Reproduce the records precisely. Omit every picture.

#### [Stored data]
==========
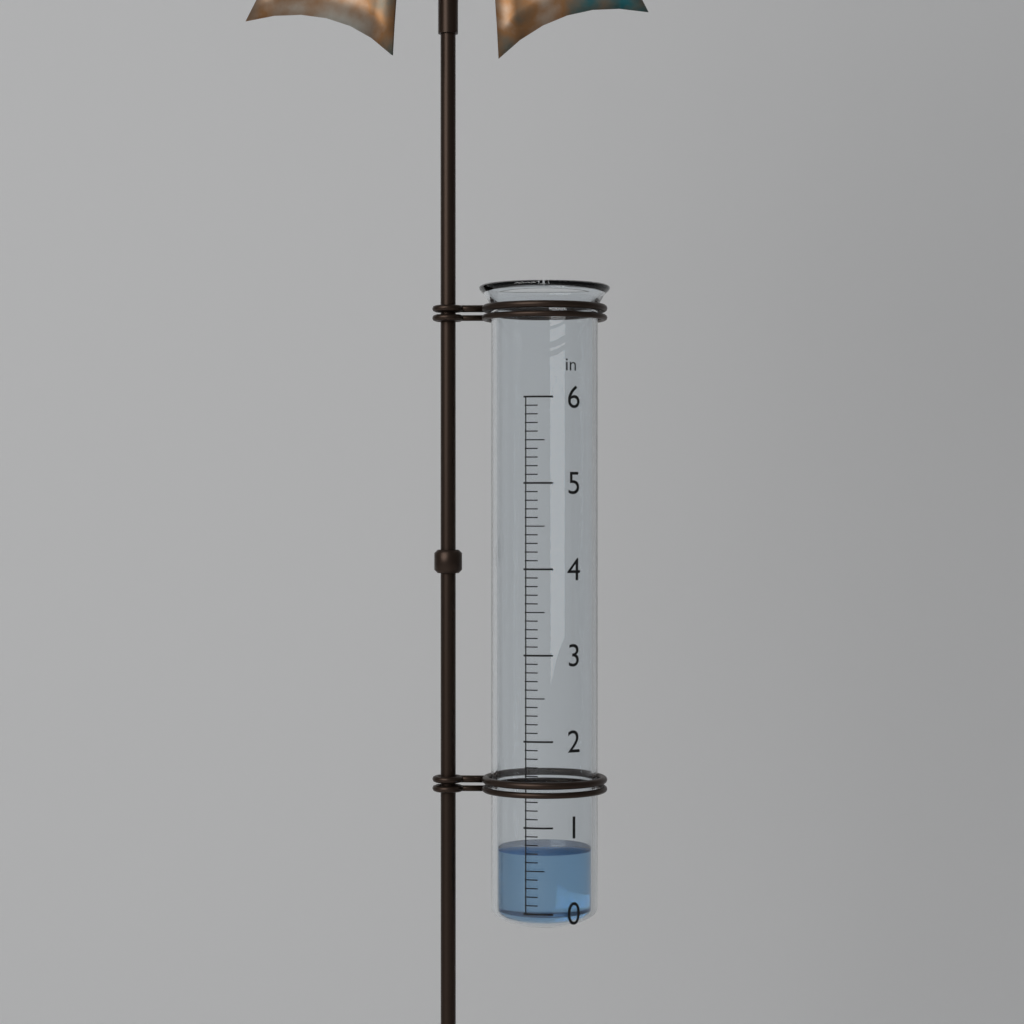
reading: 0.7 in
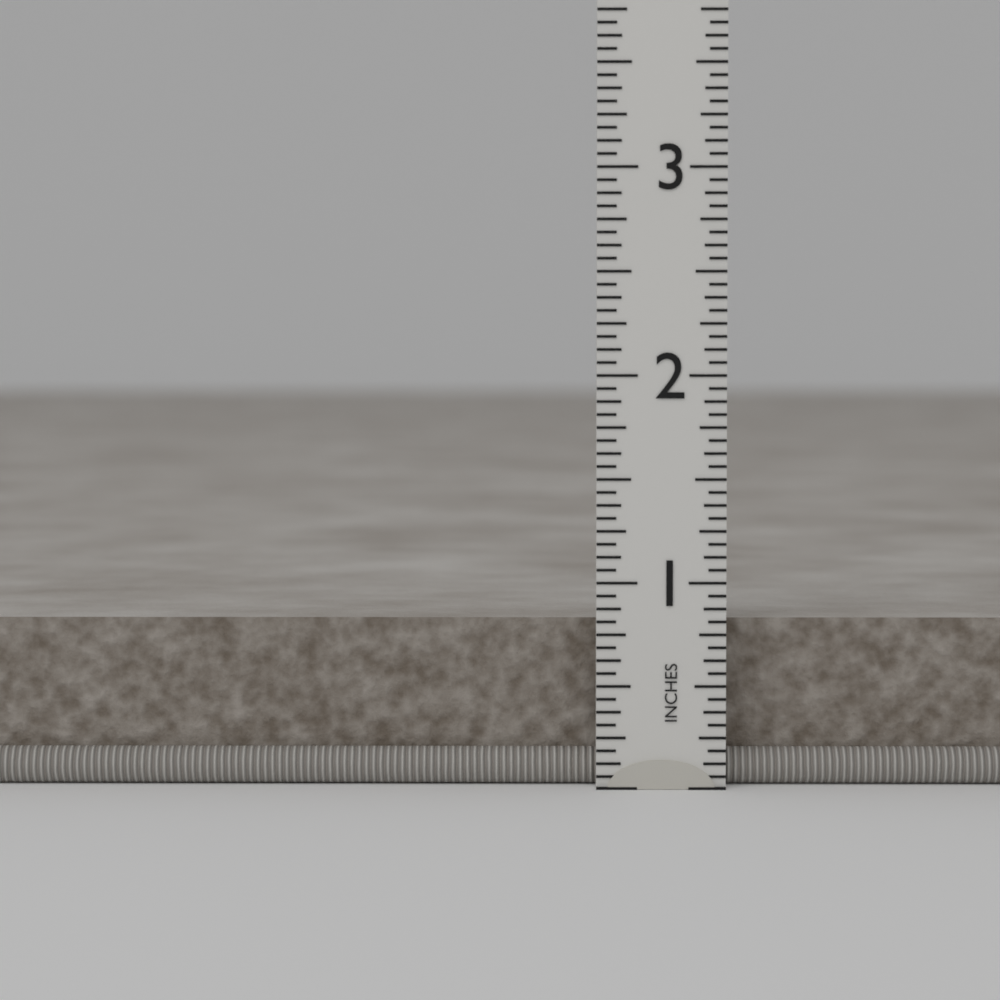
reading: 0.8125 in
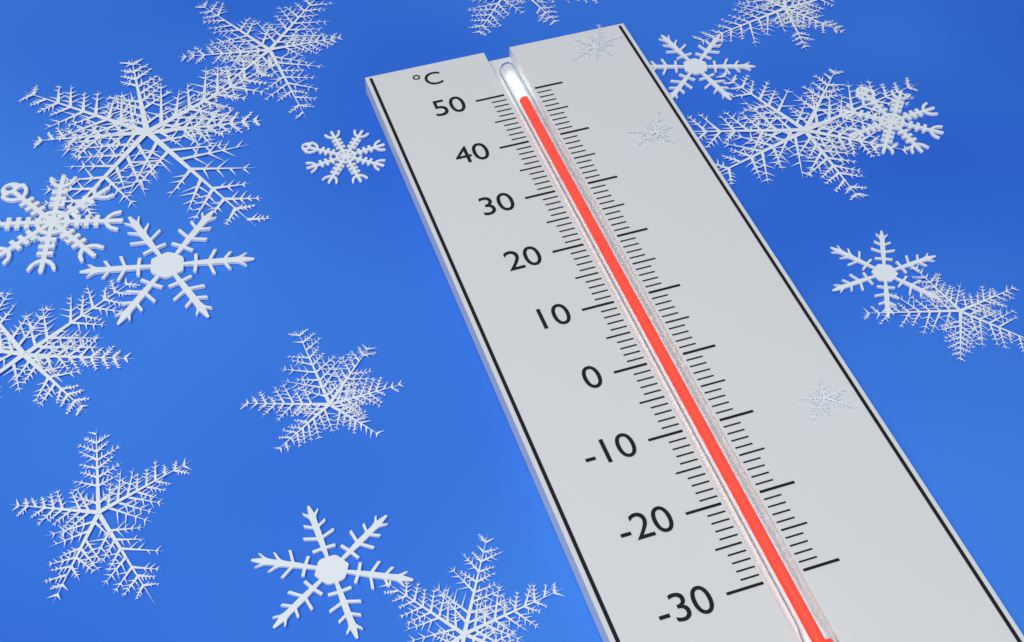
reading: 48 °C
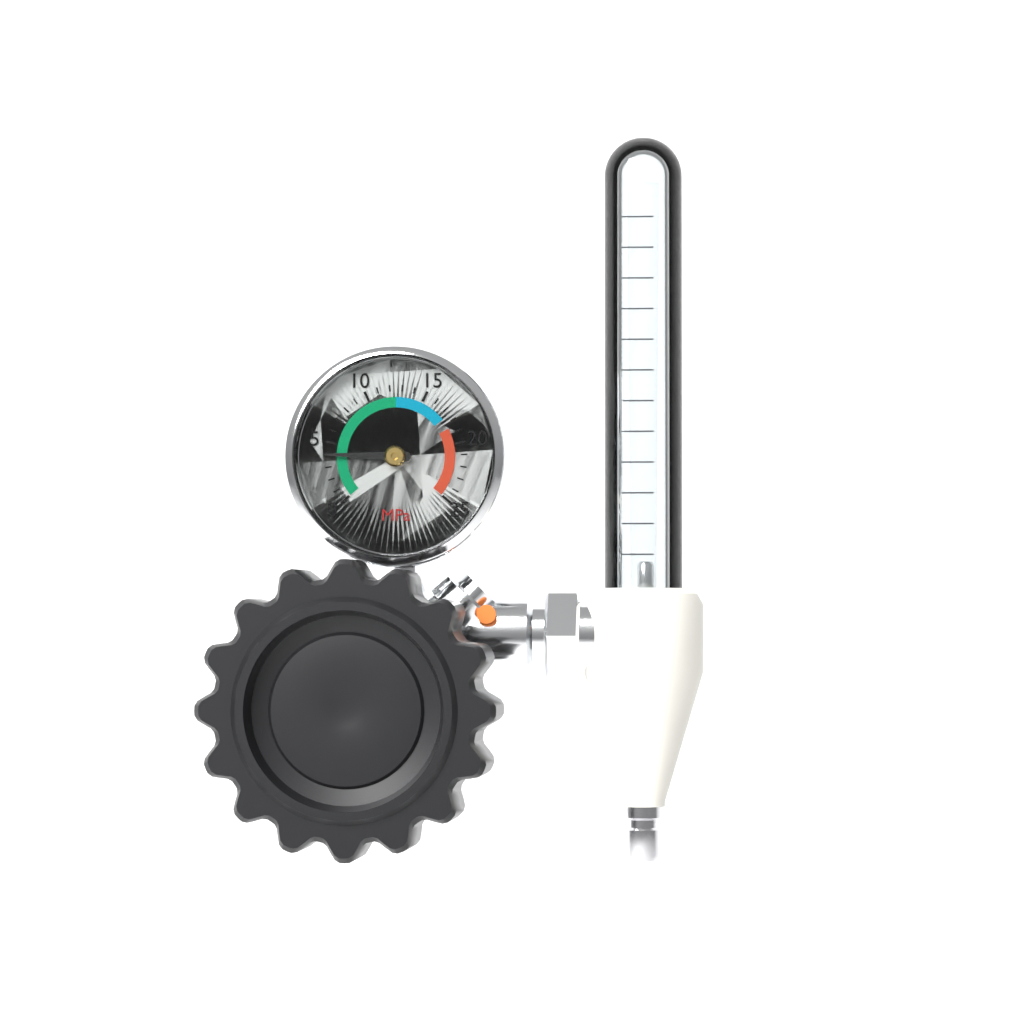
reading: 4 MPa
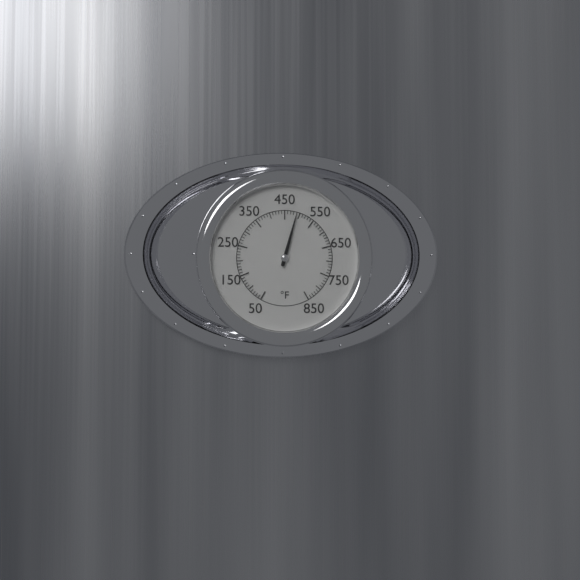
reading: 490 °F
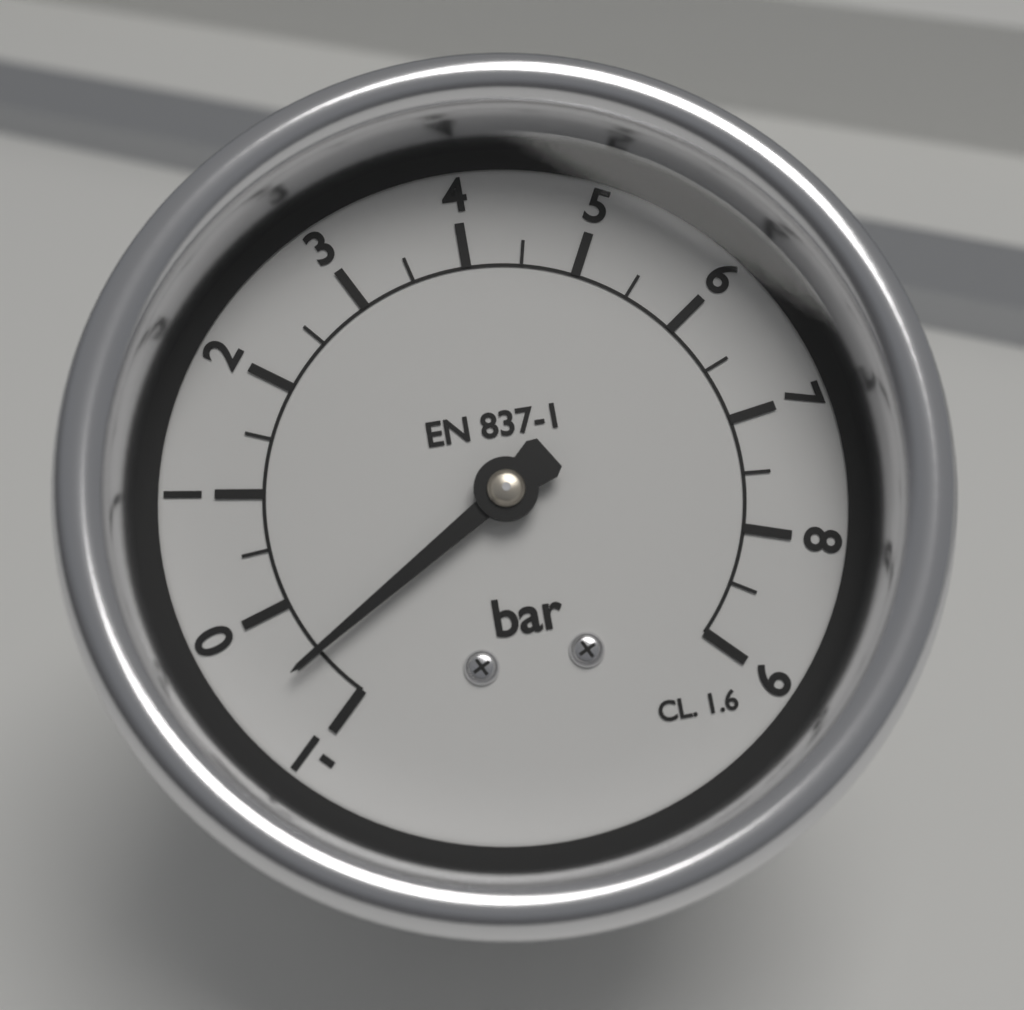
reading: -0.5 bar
==========
#### [Response]
reading: 0.7 in
reading: 0.8125 in
reading: 48 °C
reading: 4 MPa
reading: 490 °F
reading: -0.5 bar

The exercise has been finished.